If the person I knew who suffered similar backlash from a less progressive society twenty years ago knew it was wrong then, then Huang should have known before he opened his big jerk mouth that it's wrong in Taiwan now. And it always was.
There is no apology that can erase that. There's nothing that makes it okay. It shows a fundamental problem with how he sees the world and specifically his attitudes towards women.
The only possible outcome is that Huang be dismissed. There's no forgiveness here: his remarks reveal a belief system totally out of sync with Taiwanese society and certainly not in tune with what his party needs to even begin to rehabilitate their image. I've been keeping my eye on the local news, and so far I've seen no evidence that any disciplinary actions have taken place. Promises, yes. Sent to the disciplinary committee? Sure. Action? Nothing yet. That man should not be on the central committee of any political party. I know one must be patient, but that man should already be gone.
What's worse, it seems the KMT's promise that such remarks do not reflect the party's own stance and are wholly Huang's responsibility don't mean much to other members of the KMT.
As reported by FTV, KMT Youth League director and member of the Central Standing Committee of the KMT Tian Fang-lun 田方倫 asked "whether the case could be considered domestic violence if the couple is not married" and implied that a cohabiting intimate relationship was somehow different in terms of what and was not abuse.
Tian Fang-lun brands himself on Facebook as a "different kind of youth", which I guess is true in a sense.
I am extremely happy that Miao is one of the councilors from my district.
What I want to know, however, is why both Huang and Tian still appear to have jobs. It's unlikely that Huang will face any serious repercussions, as the KMT central committee is sending the case to the party's examination committee.
It's heartening that their comments have been met with near-universal condemnation. Taiwan is not a country where the social consensus is that domestic abuse is acceptable or a mere 'family matter' (although it does happen, at a rate higher than you'd likely expect from a country that seems so otherwise safe).
The Internet commentariat, on the other hand, has been an entirely different beast. Yes, the worst offenders such as Huang were slapped down, but there's an entire board on PTT dedicated to treating Kao like garbage. I don't know whether that falls under 'free speech' or not, but despite most Taiwanese believing domestic violence is a problem in their country, that such ideas still fester in its underbelly (much as they do in the US) is its own problem.

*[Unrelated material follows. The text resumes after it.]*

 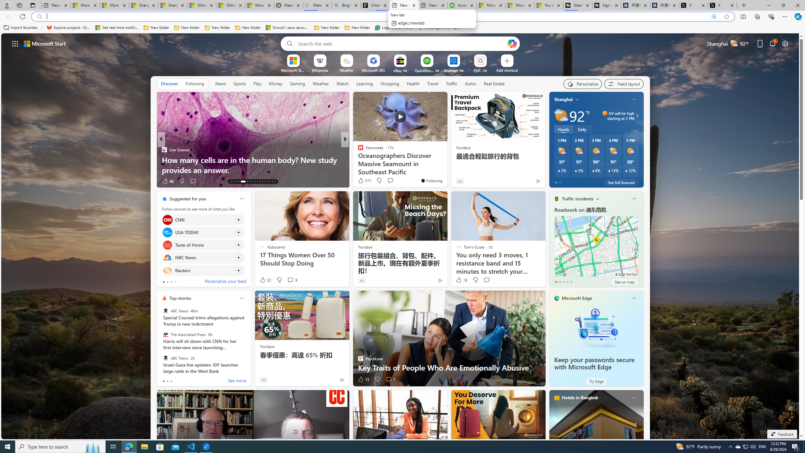 I want to click on Class: icon-img, so click(x=634, y=397).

In the past, they spent a lot of time dallying on really unimportant aspects of her political career, which Donovan Smith of Taiwan Report covers in more detail here (it starts after the pig innard extravaganza, about 2/3 of the way through) and here. She's also been one of the people targeted with deepfake porn. I'd like to say more about media and personal representation of Taiwanese women in politics here, but I think that's fodder for another post.
Kao deserves better, the voters deserve better, the media can do better, and Taiwan knows better.